I’ll just enjoy some popcorn and watch you tie yourself in knots of self righteous irrationality.
 
Btw. I did not choose to be an atheist. After growing up in an evangelical home, after suffering from cognitive dissonance based on the contradictions I saw, I studied other religions. I married a Baha'i, who I didn't realize was a religious fanatic. I tried to believe that his religion was true as it seemed much nicer than the one I had been taught to believe, but I simply couldn't even after becoming friends with many Bahai's, attending their meetings and hoping I could believe.

Eventually, in my late 20s, I realized there are no gods and that's how I became an atheist. It was not a choice! Luckily my current husband, who was raised Catholic is also an atheist. We've been happily married atheists for 42 years. A coworker of my husband, prior to his retirement, once told my husband that he was a better person than most Christians he knew. The guy was a conservative Christian, so it doesn't take a belief in a god to be a morally upright person. It's other influences that make us who we are.

One of my former neighbors became an atheist after staying up all night praying that his 3 year old son would survive a virus that required the child to be hospitalized. The child died and immediately my former neighbor became an atheist. He has been a Pentecostal prior to that, but he realized no good god would allow his little boy to die at age 3, especially since he prayed so hard for his survival and had always done his best to follow the teachings of his religion.

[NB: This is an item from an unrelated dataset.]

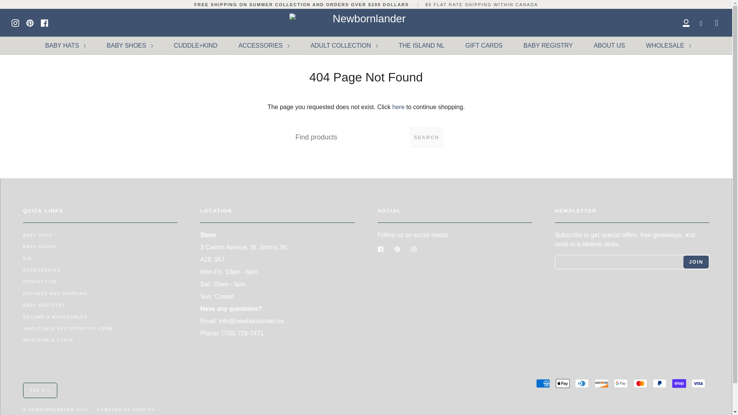 The height and width of the screenshot is (415, 738). I want to click on Diners Club, so click(582, 384).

I get so sick of hearing that some tragedy was god's will. If the Christian god was real, he's obviously evil, as he causes so many innocent people to suffer, even those who believe in the Christian mythology.

My husband did not choose to become an atheist. It just made a lot more sense than the concept that there is an invisible entity who lives somewhere in the universe, who knows exactly what we are doing, who decides whether to answer our prayers or not, etc. I've never met an atheist who chose to be one. Some of us were never exposed to religion but a lot of us were taught that a certain religion was the truth. My ex is still a fanatical Baha'i who left the US to try and convert others to his religion. He keeps sending Baha'i literature to our grandchildren my son throws out. He was raised by parents who adopted that religion, after one of them was raised as a Christian and the other had Baha'i parents. I don't think people choose what to believe. I think what they believe is due to a lot of factors and influences.
 
fc72db9e65512aa3c636d584cc44448f.gif
 
You can't think that God exists before you are exposed to the idea of God.

OK
We'll do it your way.
There was never a time I wasn't "exposed to the idea of God".
 
I bet he can't even butcher a goat.
Hey, if he can have the EXACT SAME EXPERIENCE OF GOD, surely he can have the EXACT SAME EXPERIENCE OF BUTCHERING A GOAT!

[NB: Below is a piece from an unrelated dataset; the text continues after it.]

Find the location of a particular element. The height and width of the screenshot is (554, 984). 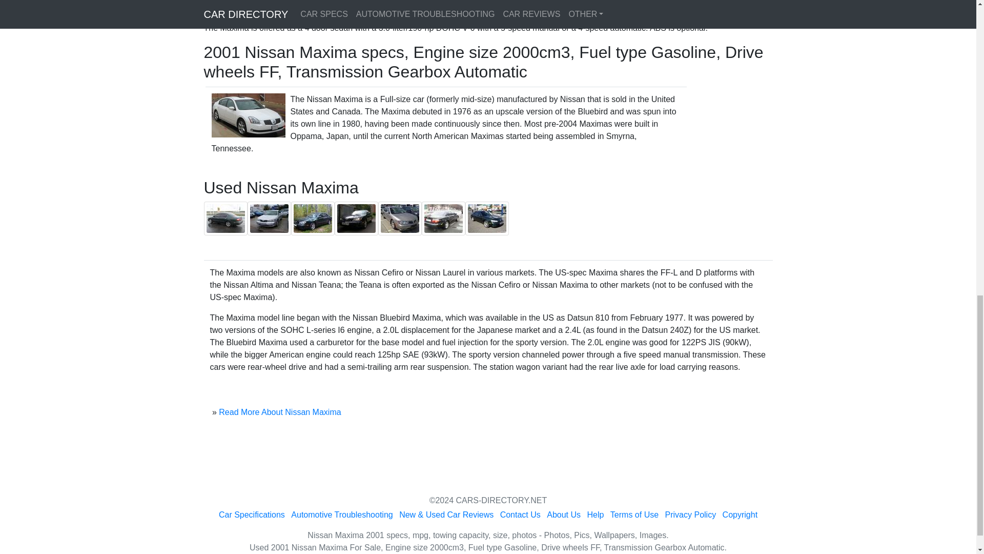

Nissan Maxima Reviews is located at coordinates (355, 2).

You even used the CAPS LOCK
Yes. It’s there for a reason.
I am mystified, Lion.
You DID (caps intended) say you had the “exact same feelings of god” [as 5thC goat herders].


Why are you denying it?
I really don’t think you’d intentionally resort to denying your own posted words, so I’m not sure what the deal is with this behavior. And besides claiming “thinking the same exact thing” and having “the exact same feelings” you venture this:

You're not in a position to tell me I haven't shared the same experiences of God that they had.

I think that implies that you ARE in such a “position”.
Not that there’s anything wrong with that, of course. Other than being irrational. But that’s the God business…
 
You came HERE to argue. We didn't go out on a quest to locate you. You are the one going out of your way...

It's a discussion board.
The very first post in the thread is an invitation to discuss.

"Your thoughts on the PoE?"

Do you want me to bury you in an avalanche of examples of posts made by people here challenging me to respond?
 
These perceived “challenges to respond” are mostly invitations to examine the closed circuit thought process that is religiosity. That you are challenged by them should be revelatory to you, about what you’ve been told.